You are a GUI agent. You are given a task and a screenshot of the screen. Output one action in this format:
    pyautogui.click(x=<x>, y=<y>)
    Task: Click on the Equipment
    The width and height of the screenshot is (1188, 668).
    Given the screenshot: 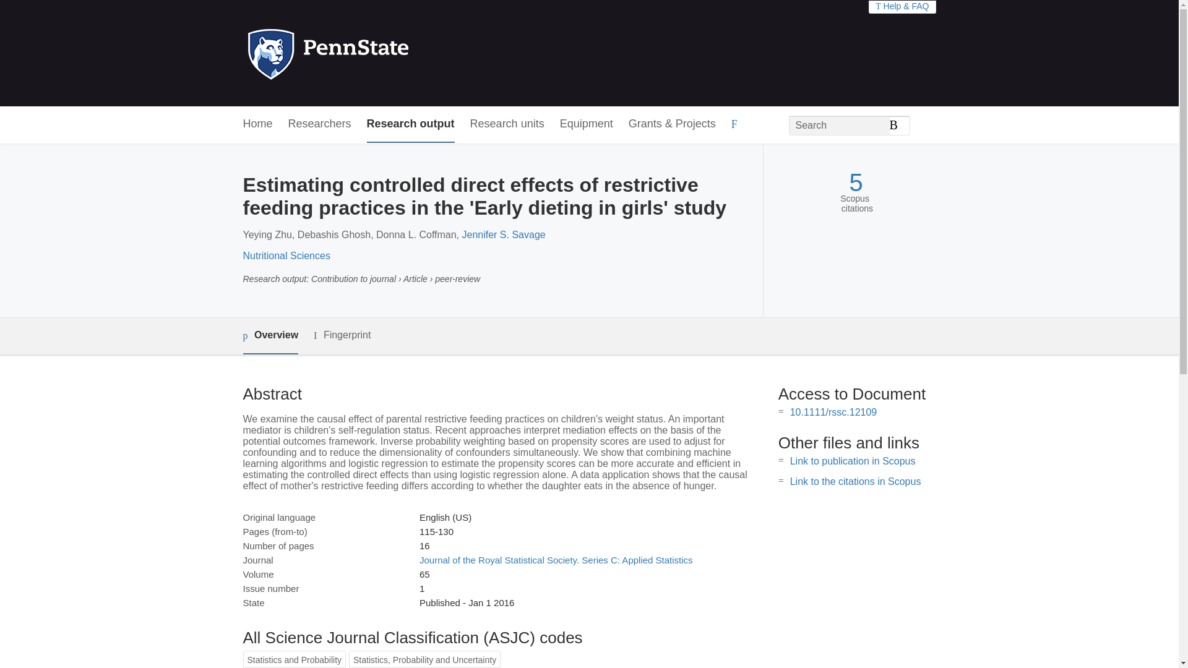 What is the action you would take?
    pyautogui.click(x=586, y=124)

——————

* _What this task involves_
With the first line of the material as the start and the line containing "The width and" as the end, repeat that span exactly and add nothing.

* _Response_
You are a GUI agent. You are given a task and a screenshot of the screen. Output one action in this format:
    pyautogui.click(x=<x>, y=<y>)
    Task: Click on the Equipment
    The width and height of the screenshot is (1188, 668).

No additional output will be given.